Faulty culture of travel firms

Faulty culture of travel firms

The first specific details of the programme to replace vans with micro buses for inter-city and inter-provincial passengers are now known. The Central Land Transport Control Board, under the supervision of Deputy Minister of Transport Pichit Akarathit, aims to have 55 buses on the roads by July 1. The pilot project will provide useful information. However, this optimistic report leaves out the single most important point.

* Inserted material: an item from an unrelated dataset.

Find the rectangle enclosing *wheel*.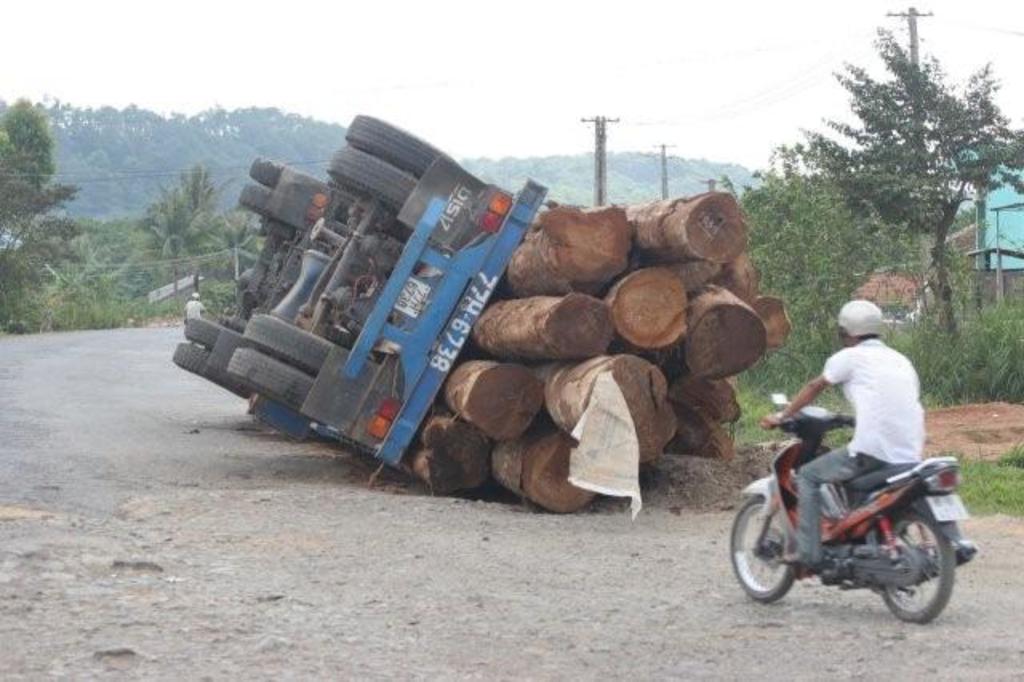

It is well recognised that vans are involved in too many road and highway crashes. The main catalyst for the current programme to replace passenger vans with micro buses was the horrific crash in Chon Buri during the New Year long weekend. It was when a van driver lost control, crashed head-on into a pickup and killed 25 people in the smash and resulting fire that authorities decided to rush ahead with this bus-for-van replacement.

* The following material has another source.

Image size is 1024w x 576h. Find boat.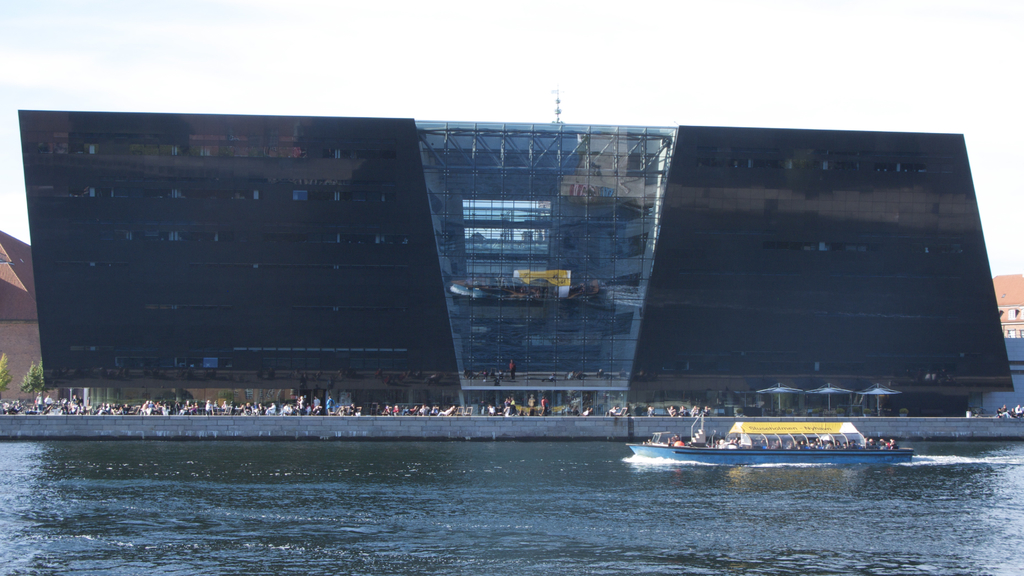
[583, 381, 925, 475].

The problem, in a nutshell, is that the ill-fated van did not crash itself. Post-accident investigation revealed a story that is far too common. The driver of the van was on his fifth Chanthaburi-Bangkok round trip of the holiday weekend. This is far beyond any reasonable safety limit. The driver wanted the money that multiple trips bring, and his company's attention to driver fatigue was, at best, questionable.

It is unambiguously clear that driver-company collusion is at the bottom of dozens, if not hundreds of fatal accidents involving vans. Tired drivers, irresponsible drivers, speeding drivers and just unqualified drivers are common in this branch of public transportation. If airlines hired and supervised their cockpit crew like van companies obtain and schedule drivers, there would be plenty of plane crashes.

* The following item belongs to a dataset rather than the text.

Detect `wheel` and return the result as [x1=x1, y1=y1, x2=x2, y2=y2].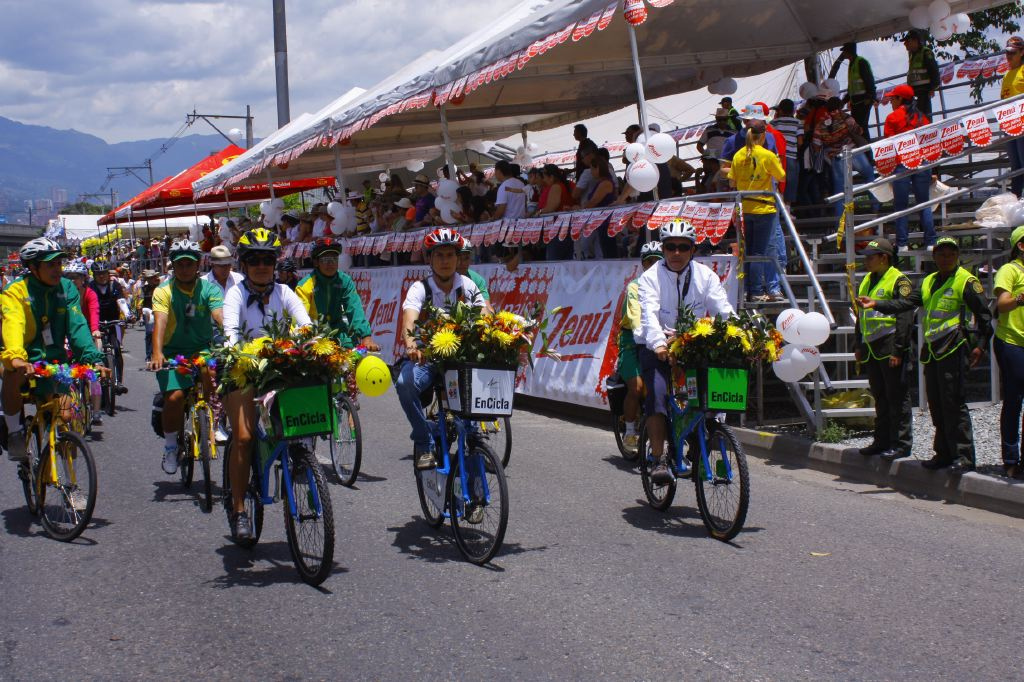
[x1=636, y1=437, x2=679, y2=510].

The coming changes to inter-provincial and inter-city travelling must not focus on the physical change from vans to micro buses. The incoming system must put safety over expediency. This will require new rules, which are under discussion. But most of all, it will require regulation, supervision and constant, unyielding enforcement of those rules.

To put it starkly, placing micro buses on the city streets and inter-provincial roads without a completely new transport regime only means more highway deaths. The need for massive change is clear. The fact that the country has the world's second most deadly highways only means that reforms are neither fast nor comprehensive enough. But change has to begin somewhere, and the micro bus replacement programme provides an opportunity for proper, strict and life-saving control.

Mr Pichit, along with concerned departments and ministries across the board have a choice. They can view the vans-for-bus replacement as a bureaucratic move. Or they can bring in sweeping steps that are all-encompassing.

The deputy minister is currently making much of equipment and technology -- new vehicles, reorganisation of bus companies, GPS and the like. This will amount to little without better driver selection and training, proper regulations including hours-worked and, most of all, unrelenting reinforcement.

Last weekend, Mr Pichit revealed the first details of the programme. Its exceptionally optimistic goal calls for the replacement of 6,400 inter-provincial vans by the end of the year. Transport Co concessions will automatically lapse, and new regulations will come into force as the buses replace vans. He detailed new rules such as the size and number of seats, and said fire extinguishers and emergency exits will be mandatory.

This a good start. From past practice, it will occur and continue only with strong enforcement. In short order, one hopes Mr Pichit and his ministry deal with those details as well.

Editorial

Bangkok Post editorial column

These editorials represent Bangkok Post thoughts about current issues and situations.